I pat Ryan on the back twice, letting him know I’m done and he puts his shirt back on.
“Trent, you looked at the map. What is this island really? What was it before?” I ask.
Now that all of the other threats (Marlow, his men, the Risen in the Arena) are fading small behind us, I’m focusing on the biggest, newest one. The unknown.
“
It used to be called Vashon Island, thus the group’s name. People lived there. It was mostly residential with small farming. There are no bridges to it which is probably why the Vashons chose it. It was always isolated with good farm land. Easily self-sufficient in the right hands.”
“Crenshaw’s kind of people would be the right hands, I guess.”
“Why did you ask me what it really is? What did Crenshaw say it was? Narnia?”
I grin, happy I get the reference. “Elysium.”
Trent nods, the wind whipping his hair across his eyes. He squints against it and leans casually on the rudder. He looks every bit the sailor then. I think I should tell him that, that it might make him happy to know he’s living his dream, but then I sees several flashes of light behind him and my heart begins to race.
“Hey, guys,” I whisper. “I think I saw something.”
Ryan turns to see what I’m looking at. Trent keeps his eyes forward.
“What was it?” Ryan asks, his voice also hushed.
“There was light on the bank. Right there.”
I point to the shore a little bit south of the stadiums.
“What kind of light? Like a fire?”
“More like a signal.” I look at Trent, catching his eye. “Organized. Like they knew what they were doing.”
Not like they were desperate, grasping at straws in a last ditch attempt not to die on a roof surrounded by Risen.
“It’s probably the Colonies,” he tells me calmly. “They run constant patrols around the perimeter
of the stadiums. Someone may have been signaling the all clear.”
“Or they could have been telling someone there’s a boat cruising through the Sound.”
He shrugs. “And?”
“And they could come after us,” I snap, my voice rising.
“Gasoline is gone. They’ll have to row or sail like we are.
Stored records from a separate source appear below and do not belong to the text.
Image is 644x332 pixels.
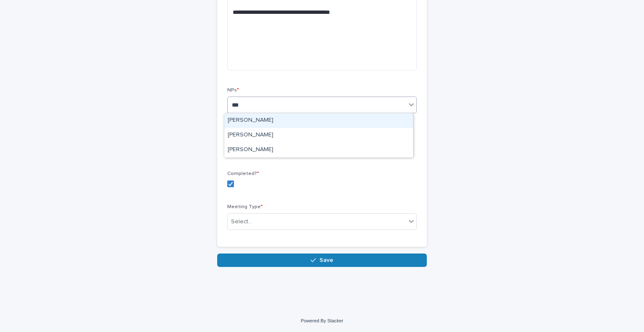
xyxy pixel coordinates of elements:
div: Jonathan Abbott [224,128,413,143]
span: Meeting Type [227,204,263,209]
div: Select... [231,217,252,226]
a: Powered By Stacker [301,318,343,323]
button: Save [217,253,427,267]
span: Completed? [227,171,259,176]
div: Crystal Jones-Gandy [224,113,413,128]
span: Save [319,257,333,263]
div: Joni Freeman-Trudo [224,143,413,158]
span: NPs [227,88,239,93]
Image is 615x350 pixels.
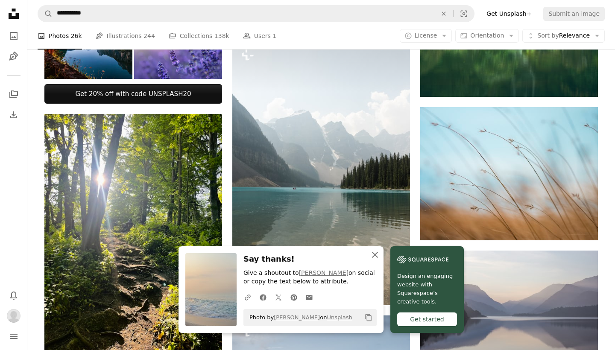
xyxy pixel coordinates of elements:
a: Get Unsplash+ [481,7,536,20]
a: Users 1 [243,22,277,50]
span: License [415,32,437,39]
a: Share on Facebook [255,289,271,306]
button: Sort byRelevance [522,29,605,43]
a: Share over email [301,289,317,306]
a: Download History [5,106,22,123]
a: Design an engaging website with Squarespace’s creative tools.Get started [390,246,464,333]
button: Copy to clipboard [361,310,376,325]
div: Get started [397,313,457,326]
a: the sun shines through the trees on a trail [44,228,222,236]
button: Menu [5,328,22,345]
img: focus photography of brown plants [420,107,598,240]
a: Collections [5,86,22,103]
span: 1 [272,31,276,41]
form: Find visuals sitewide [38,5,474,22]
img: a lake with mountains in the background [232,39,410,305]
a: a lake with mountains in the background [232,168,410,176]
a: [PERSON_NAME] [274,314,320,321]
img: Avatar of user Emily Galvao [7,309,20,323]
button: Clear [434,6,453,22]
a: Collections 138k [169,22,229,50]
button: Orientation [455,29,519,43]
span: Orientation [470,32,504,39]
a: focus photography of brown plants [420,170,598,177]
p: Give a shoutout to on social or copy the text below to attribute. [243,269,377,286]
img: file-1606177908946-d1eed1cbe4f5image [397,253,448,266]
a: [PERSON_NAME] [299,269,348,276]
a: Home — Unsplash [5,5,22,24]
button: Visual search [454,6,474,22]
button: Submit an image [543,7,605,20]
button: License [400,29,452,43]
a: Unsplash [327,314,352,321]
a: Illustrations [5,48,22,65]
span: Relevance [537,32,590,40]
button: Search Unsplash [38,6,53,22]
button: Notifications [5,287,22,304]
span: Sort by [537,32,559,39]
a: Get 20% off with code UNSPLASH20 [44,84,222,104]
button: Profile [5,307,22,325]
a: Illustrations 244 [96,22,155,50]
a: Share on Twitter [271,289,286,306]
a: Share on Pinterest [286,289,301,306]
span: Photo by on [245,311,352,325]
a: Photos [5,27,22,44]
a: mountain near body of water during daytime [420,306,598,313]
h3: Say thanks! [243,253,377,266]
span: Design an engaging website with Squarespace’s creative tools. [397,272,457,306]
span: 138k [214,31,229,41]
span: 244 [143,31,155,41]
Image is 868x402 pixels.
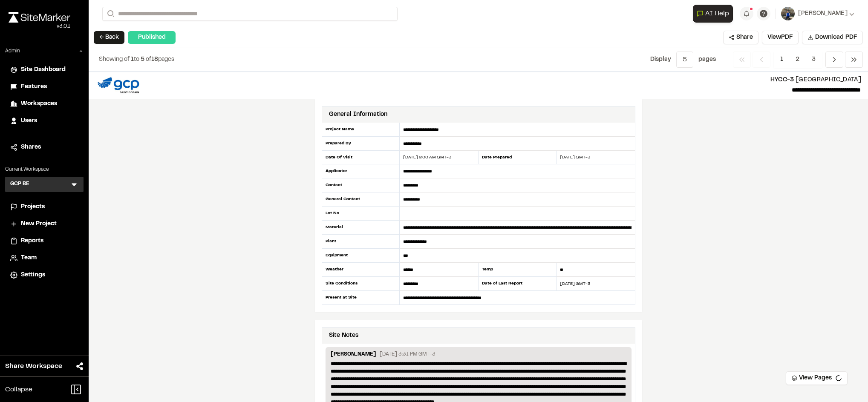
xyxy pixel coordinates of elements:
[10,270,78,280] a: Settings
[478,151,557,164] div: Date Prepared
[102,7,118,21] button: Search
[802,31,862,44] button: Download PDF
[650,55,671,64] p: Display
[10,143,78,152] a: Shares
[21,82,47,92] span: Features
[10,202,78,212] a: Projects
[21,254,36,263] span: Team
[99,55,174,64] p: to of pages
[21,143,41,152] span: Shares
[698,55,715,64] p: page s
[322,151,400,164] div: Date Of Visit
[10,180,29,189] h3: GCP BE
[148,75,861,85] p: [GEOGRAPHIC_DATA]
[478,263,557,276] div: Temp
[557,280,635,287] div: [DATE] GMT-3
[5,385,32,395] span: Collapse
[21,100,57,108] span: Workspaces
[806,51,822,68] span: 3
[10,82,78,92] a: Features
[21,236,43,246] span: Reports
[733,51,862,68] nav: Navigation
[21,270,45,280] span: Settings
[21,202,45,212] span: Projects
[330,351,376,359] p: [PERSON_NAME]
[322,276,400,291] div: Site Conditions
[705,9,729,19] span: AI Help
[322,291,400,304] div: Present at Site
[329,331,358,340] div: Site Notes
[96,75,141,96] img: file
[322,137,400,151] div: Prepared By
[329,110,387,119] div: General Information
[99,57,130,62] span: Showing of
[9,23,70,30] div: Oh geez...please don't...
[9,12,70,23] img: rebrand.png
[693,5,733,23] button: Open AI Assistant
[128,31,175,44] div: Published
[10,220,78,228] a: New Project
[723,31,758,44] button: Share
[322,206,400,220] div: Lot No.
[322,164,400,178] div: Applicator
[322,193,400,206] div: General Contact
[789,51,806,68] span: 2
[10,116,78,126] a: Users
[10,100,78,108] a: Workspaces
[781,7,855,21] button: [PERSON_NAME]
[322,220,400,235] div: Material
[478,276,557,291] div: Date of Last Report
[798,9,847,18] span: [PERSON_NAME]
[130,57,134,62] span: 1
[762,31,798,44] button: ViewPDF
[5,166,84,173] p: Current Workspace
[21,116,37,126] span: Users
[151,57,158,62] span: 18
[10,65,78,74] a: Site Dashboard
[781,7,794,21] img: User
[5,361,62,371] span: Share Workspace
[21,220,57,228] span: New Project
[770,77,794,83] span: HYCC-3
[815,32,857,42] span: Download PDF
[774,51,790,68] span: 1
[400,154,478,160] div: [DATE] 9:00 AM GMT-3
[557,154,635,160] div: [DATE] GMT-3
[322,235,400,249] div: Plant
[786,371,847,385] button: View Pages
[10,236,78,246] a: Reports
[676,51,693,68] button: 5
[141,57,145,62] span: 5
[379,351,436,358] p: [DATE] 3:31 PM GMT-3
[94,31,124,44] button: ← Back
[5,47,20,55] p: Admin
[693,5,736,23] div: Open AI Assistant
[322,178,400,193] div: Contact
[322,122,400,137] div: Project Name
[322,249,400,263] div: Equipment
[10,254,78,263] a: Team
[322,263,400,276] div: Weather
[21,65,66,74] span: Site Dashboard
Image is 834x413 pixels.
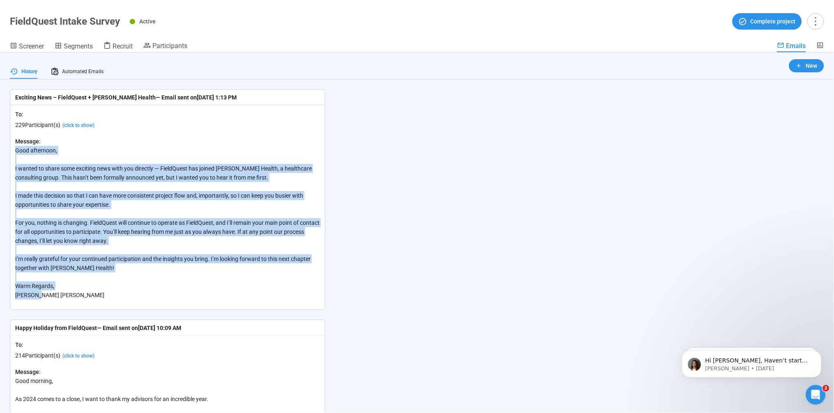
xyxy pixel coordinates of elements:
[21,68,37,76] span: History
[15,93,320,102] div: Exciting News – FieldQuest + [PERSON_NAME] Health — Email sent on
[143,41,187,51] a: Participants
[15,111,23,121] span: To:
[806,385,826,405] iframe: Intercom live chat
[19,42,44,50] span: Screener
[810,16,821,27] span: more
[751,17,796,26] span: Complete project
[670,333,834,391] iframe: Intercom notifications message
[15,341,23,351] span: To:
[152,42,187,50] span: Participants
[64,42,93,50] span: Segments
[806,61,818,70] span: New
[15,138,41,148] span: Message:
[62,349,95,362] button: (click to show)
[15,352,95,359] span: 214 Participant(s)
[777,41,806,52] a: Emails
[138,325,181,331] time: [DATE] 10:09 AM
[823,385,829,392] span: 2
[789,59,824,72] button: New
[104,41,133,52] a: Recruit
[10,16,120,27] h1: FieldQuest Intake Survey
[15,122,95,128] span: 229 Participant(s)
[139,18,156,25] span: Active
[62,352,94,360] span: (click to show)
[55,41,93,52] a: Segments
[15,369,41,378] span: Message:
[62,122,94,129] span: (click to show)
[197,94,237,101] time: [DATE] 1:13 PM
[62,68,104,76] span: Automated Emails
[808,13,824,30] button: more
[10,41,44,52] a: Screener
[113,42,133,50] span: Recruit
[15,146,320,299] div: Good afternoon, I wanted to share some exciting news with you directly — FieldQuest has joined [P...
[62,119,95,132] button: (click to show)
[15,323,320,332] div: Happy Holiday from FieldQuest — Email sent on
[733,13,802,30] button: Complete project
[786,42,806,50] span: Emails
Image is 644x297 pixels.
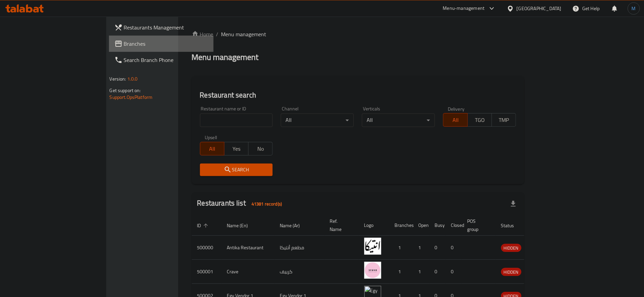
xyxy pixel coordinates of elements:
[501,268,521,276] span: HIDDEN
[446,215,462,236] th: Closed
[124,40,209,48] span: Branches
[197,221,210,230] span: ID
[248,201,286,207] span: 41381 record(s)
[389,260,413,284] td: 1
[505,196,521,212] div: Export file
[109,36,214,52] a: Branches
[632,5,636,12] span: M
[222,236,275,260] td: Antika Restaurant
[275,236,325,260] td: مطعم أنتيكا
[389,215,413,236] th: Branches
[124,23,209,32] span: Restaurants Management
[470,115,489,125] span: TGO
[124,56,209,64] span: Search Branch Phone
[362,113,435,127] div: All
[192,52,259,63] h2: Menu management
[517,5,561,12] div: [GEOGRAPHIC_DATA]
[221,30,266,38] span: Menu management
[127,75,138,83] span: 1.0.0
[227,144,246,154] span: Yes
[389,236,413,260] td: 1
[109,19,214,36] a: Restaurants Management
[446,236,462,260] td: 0
[280,221,309,230] span: Name (Ar)
[429,236,446,260] td: 0
[227,221,257,230] span: Name (En)
[330,217,351,233] span: Ref. Name
[468,217,487,233] span: POS group
[501,221,523,230] span: Status
[248,142,273,156] button: No
[109,52,214,68] a: Search Branch Phone
[205,135,217,140] label: Upsell
[110,86,141,95] span: Get support on:
[216,30,219,38] li: /
[200,90,516,100] h2: Restaurant search
[364,262,381,279] img: Crave
[200,164,273,176] button: Search
[222,260,275,284] td: Crave
[248,199,286,210] div: Total records count
[281,113,354,127] div: All
[446,260,462,284] td: 0
[491,113,516,127] button: TMP
[429,215,446,236] th: Busy
[443,5,484,12] div: Menu-management
[192,30,524,38] nav: breadcrumb
[501,244,521,252] span: HIDDEN
[224,142,248,156] button: Yes
[275,260,325,284] td: كرييف
[413,260,429,284] td: 1
[448,107,465,111] label: Delivery
[413,236,429,260] td: 1
[443,113,468,127] button: All
[413,215,429,236] th: Open
[359,215,389,236] th: Logo
[446,115,465,125] span: All
[205,166,268,174] span: Search
[251,144,270,154] span: No
[203,144,222,154] span: All
[429,260,446,284] td: 0
[110,93,153,102] a: Support.OpsPlatform
[110,75,126,83] span: Version:
[468,113,492,127] button: TGO
[364,238,381,255] img: Antika Restaurant
[495,115,513,125] span: TMP
[200,142,224,156] button: All
[197,198,286,210] h2: Restaurants list
[501,244,521,252] div: HIDDEN
[200,113,273,127] input: Search for restaurant name or ID..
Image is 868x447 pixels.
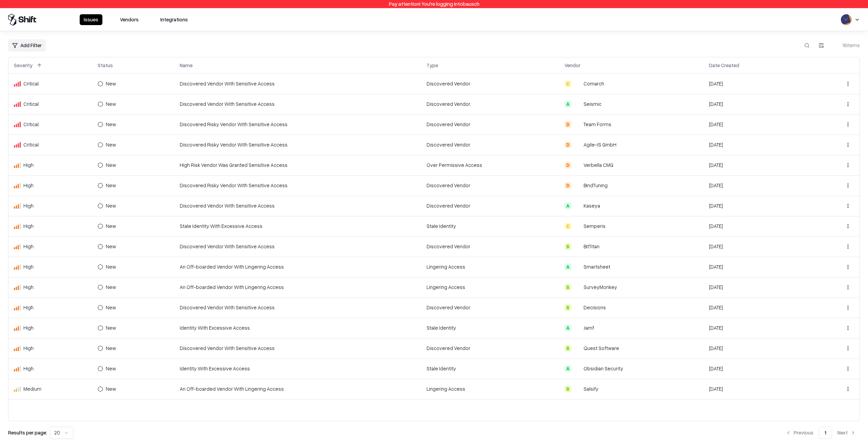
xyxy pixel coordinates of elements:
div: B [565,243,571,250]
img: SurveyMonkey [574,284,581,291]
div: New [106,100,116,107]
div: High [14,182,87,189]
div: High [14,202,87,210]
div: New [106,161,116,169]
div: High [14,223,87,230]
td: [DATE] [704,176,812,196]
td: Discovered Vendor With Sensitive Access [174,74,421,94]
td: Discovered Vendor [421,338,559,359]
nav: pagination [781,427,860,439]
div: High [14,161,87,169]
p: Results per page: [8,429,47,436]
img: Team Forms [574,121,581,128]
div: C [565,223,571,230]
button: New [98,119,126,130]
img: Smartsheet [574,264,581,271]
div: A [565,101,571,107]
div: Critical [14,80,87,87]
td: [DATE] [704,216,812,236]
div: 16 items [833,42,860,49]
div: Quest Software [584,345,619,352]
div: Jamf [584,324,594,331]
button: New [98,262,126,272]
img: Obsidian Security [574,366,581,372]
div: B [565,284,571,291]
img: Quest Software [574,345,581,352]
td: An Off-boarded Vendor With Lingering Access [174,379,421,400]
div: High [14,304,87,311]
div: New [106,202,116,210]
td: Lingering Access [421,277,559,297]
button: New [98,363,126,374]
div: B [565,305,571,311]
td: Stale Identity [421,216,559,236]
div: New [106,80,116,87]
div: BitTitan [584,243,600,250]
td: Identity With Excessive Access [174,318,421,338]
td: Discovered Vendor [421,94,559,115]
div: New [106,385,116,392]
div: New [106,141,116,148]
td: [DATE] [704,155,812,176]
div: D [565,182,571,189]
div: Kaseya [584,202,600,210]
div: D [565,162,571,169]
div: Critical [14,100,87,107]
div: Obsidian Security [584,365,624,372]
div: Vendor [565,62,581,69]
div: Semperis [584,223,606,230]
button: New [98,201,126,211]
td: Identity With Excessive Access [174,359,421,379]
button: New [98,343,126,354]
button: Integrations [156,14,192,25]
td: [DATE] [704,115,812,135]
td: Discovered Vendor [421,196,559,216]
img: Jamf [574,325,581,331]
td: [DATE] [704,94,812,115]
td: Discovered Vendor [421,115,559,135]
td: Discovered Vendor With Sensitive Access [174,236,421,257]
div: New [106,243,116,250]
td: [DATE] [704,338,812,359]
td: Discovered Vendor [421,176,559,196]
td: Lingering Access [421,257,559,277]
div: New [106,324,116,331]
td: [DATE] [704,379,812,400]
td: Discovered Vendor With Sensitive Access [174,196,421,216]
img: BitTitan [574,243,581,250]
button: New [98,160,126,171]
div: C [565,80,571,87]
div: New [106,284,116,291]
div: A [565,366,571,372]
div: Type [427,62,438,69]
button: New [98,180,126,191]
td: Discovered Vendor [421,74,559,94]
button: New [98,383,126,395]
img: Agile-IS GmbH [574,141,581,148]
div: New [106,345,116,352]
td: Discovered Vendor With Sensitive Access [174,338,421,359]
td: [DATE] [704,74,812,94]
td: [DATE] [704,196,812,216]
td: [DATE] [704,277,812,297]
div: High [14,324,87,331]
td: High Risk Vendor Was Granted Sensitive Access [174,155,421,176]
td: [DATE] [704,359,812,379]
img: BindTuning [574,182,581,189]
td: Discovered Vendor With Sensitive Access [174,297,421,318]
button: Vendors [116,14,143,25]
div: Team Forms [584,121,612,128]
td: Stale Identity With Excessive Access [174,216,421,236]
td: Over Permissive Access [421,155,559,176]
button: New [98,241,126,252]
button: New [98,323,126,334]
td: Discovered Vendor With Sensitive Access [174,94,421,115]
td: An Off-boarded Vendor With Lingering Access [174,257,421,277]
img: Seismic [574,101,581,107]
td: Discovered Risky Vendor With Sensitive Access [174,176,421,196]
td: Discovered Risky Vendor With Sensitive Access [174,135,421,155]
div: Status [98,62,113,69]
button: New [98,302,126,313]
button: New [98,221,126,232]
img: Salsify [574,386,581,392]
They won’t catch up to us. You worry too much.”
“
Is that a joke?”
He smiles, but I don’t know if that
means yes, that’s a joke or that he’s happy he pushed my buttons. Either way, he’s annoying me.
“We’ll be alright, Joss,” Ryan tells me. “If they come after us, we’ll go ashore and hide.”
“We’ll lose Marlow’s boat.”
Ryan snorts
. “I’m planning on burning it when we’re done with it anyway.”